Monday, April 2, 2007

Using McLuhan's "Hot and Cool" Metaphor

When trying to use the "hot and cool" metaphor of Marshall McLuhan I find it useful to avoid sweeping generalizations about media and rather concentrate on specific usage. For instance, we could compare the use of cell phones and radios while driving a car. Why is it that listening to the radio, a practice almost as old as the car itself, has never been deemed hazardous, while cell phone usage is increasingly linked with traffic accidents?

Car radios, or should I say car stereo systems, are often high fidelity. As we drive we listen to music and talk radio, but we are not expected to participate. The content of car radios often functions as "background noise."

That cell phones can cause "tunnel vision" has been reported in the science press since 2002. This article from ScienceDaily notes that:

URI industrial engineering Professor Manbir Sodhi and psychology Professor Jerry Cohen used a head-mounted, eye-tracking device on volunteer drivers and concluded that the alertness of the drivers decreased considerably when they were conducting cognitive tasks, such as remembering a list of items, calculating in one's head, or using a cell phone.

Their research also found that the tunnel vision caused by cell phone use continues well after the conversation ends, perhaps because drivers are still thinking about the
conversation.

"The debate surrounding cell phone use in cars has been directed toward concerns over holding the phone," said Sodhi. "Holding the phone isn't the main issue. Thinking is."


Links to scientific data can be found here. Cell phones are low fidelity and, in most cases, we are expected to carry on part of the conversation. Cell phones require more cerebral involvement, both because the poor audio quality forces us to mentally fill in the gaps and because the need to respond means that we need pay attention to the words being transmitted.

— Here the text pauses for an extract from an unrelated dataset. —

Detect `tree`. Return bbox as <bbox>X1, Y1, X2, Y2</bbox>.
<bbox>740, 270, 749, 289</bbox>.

In these particular examples, I would designate car stereos as "hot" and cell phones used while driving as "cool." The emphasis here is on how the media are used, how much they require user involvement, both socially and cerebrally. I find McLuhan's "hot and cool" works better in specific human contexts rather than in attempts to categorize a medium in isolation.

And perhaps this leads us to a connection between McLuhan and French anthropologist Claude Lévi-Strauss. Lévi-Strauss's structural methodology relies on the analysis of an aspect of a culture by choosing terms in opposition and constructing a table of all the possible permutations of that opposition. Most famously opposing nature and culture, Lévi-Strauss was able to demonstrate a logical coherence within a body of seemingly disparate myths.

When used as structural opposites, McLuhan's notion of "hot" and "cool" may be more readily understandable.